Suppressing false positives — .nucleus-ignore
Nucleus Verify blocks the verdict when it detects hardcoded secrets, command
injection, code-injection, unsafe deserialization, or critical IaC
misconfigurations. If a match is a known false positive, add a
.nucleus-ignore file to the repository root to suppress it.
Example
# .nucleus-ignore — lives at repository root
# ── Whole-rule suppression (everywhere) ────────────────────
# Suppress the hardcoded-secret rule for the entire repo
critical_operators_secrets
# ── File-scoped suppression ─────────────────────────────────
# Only suppress this rule inside `scripts/demo.py`
critical_operators_security scripts/demo.py
# ── Line-scoped suppression (most narrow) ──────────────────
# Suppress the exact file:line — use when the others are too broad
critical_operators_iac k8s/dev-pod.yaml:42
Syntax
| Form | Meaning |
|---|---|
rule_id |
Suppress the rule everywhere in the repo |
rule_id path/to/file |
Suppress the rule only in that file |
rule_id path/to/file:LN |
Suppress the rule at that file and line |
# anything |
Comment (ignored) |
Available rule IDs
critical_operators_security— command injection, code injection, unsafe deserialization, weak crypto, SSRF, XXE, prototype pollution, zip-slip.critical_operators_secrets— AWS/OpenAI/Anthropic/GitHub/Stripe/ database-URL/JWT and a dozen more API keys or credentials hardcoded in source.critical_operators_iac— public S3 buckets, open Security Groups, unencrypted stores, K8s pods running as root or privileged, Ansible plaintext passwords, GitHub Actions leaking secrets.
When to use it
Legitimate reasons to suppress include: demo / example code that intentionally shows an insecure pattern, training material with labelled vulnerabilities, tooling that wraps a dangerous call but has its own guardrail, third-party vendored code pending an upstream fix.
Rule of thumb: prefer the narrowest form. Use line-scoped over file-scoped, and file-scoped over blanket.
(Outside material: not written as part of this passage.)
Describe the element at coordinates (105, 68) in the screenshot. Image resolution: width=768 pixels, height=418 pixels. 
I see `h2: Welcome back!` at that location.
Every suppression is an implicit acknowledgement of the risk.
Where the matches come from
Suppressions apply to the three critical-severity operator rules that run in gate_s (the Structural Integrity gate). They do not silence Semgrep, Bandit, Gitleaks, OSV-Scanner, or CodeQL — those run in gate_scanners and have their own ignore syntax inside each tool.